Wechsler-Reya's multi-pronged approach will utilize high-throughput screening to identify drugs that are effective against DMG patient samples. Cells from the same patients will be used to create patient-specific tumor models, which will be used to test the effectiveness of individual drugs and drug combinations in vitro. Finally, researchers will use convection enhanced delivery to deliver drugs directly into the tumors, testing the effectiveness of these drugs at shrinking tumors in animals. If these studies are successful, the approach could ultimately be tested in clinical trials for patients with DMG and other brain tumors.
About Dr. Wechsler-Reya
Dr. Wechsler-Reya, H. Houston Merritt Professor of Neurological Sciences in neurology and at the HICCC, joined the faculty at Columbia in 2022. Prior to Columbia, Wechsler-Reya was director of the Tumor Initiation and Maintenance Program at Sanford Burnham Prebys (SBP) Medical Discovery Institute.

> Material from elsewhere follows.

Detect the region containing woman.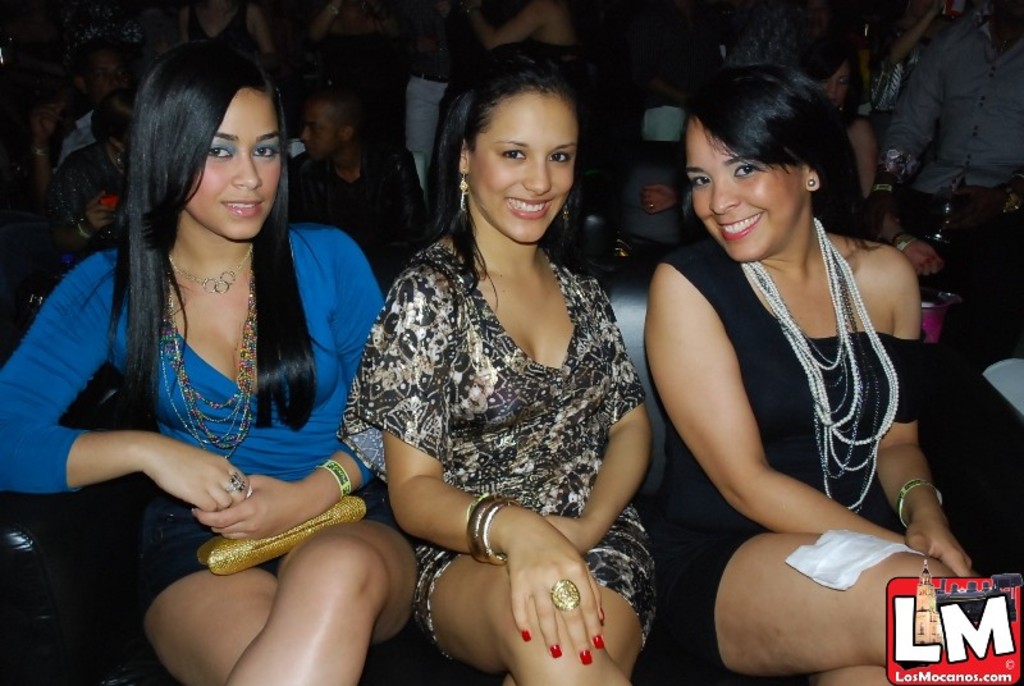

The Wechsler-Reya lab focuses on the signals that control cell growth and differentiation in the nervous system and how these signals are dysregulated in brain tumors. Wechsler-Reya also works closely with the Pediatric Neuro-Oncology Consortium (PNOC) to translate his lab’s research into trials, with the goal of developing safer and more effective therapies for children with brain tumors.
References
The V Foundation awards cancer research grants to researchers with the latest ideas around improving cancer diagnosis methods, preventing relapses and defeating cancer entirely. Funding goes towards projects identified as the most likely to help adults and children diagnosed with cancer.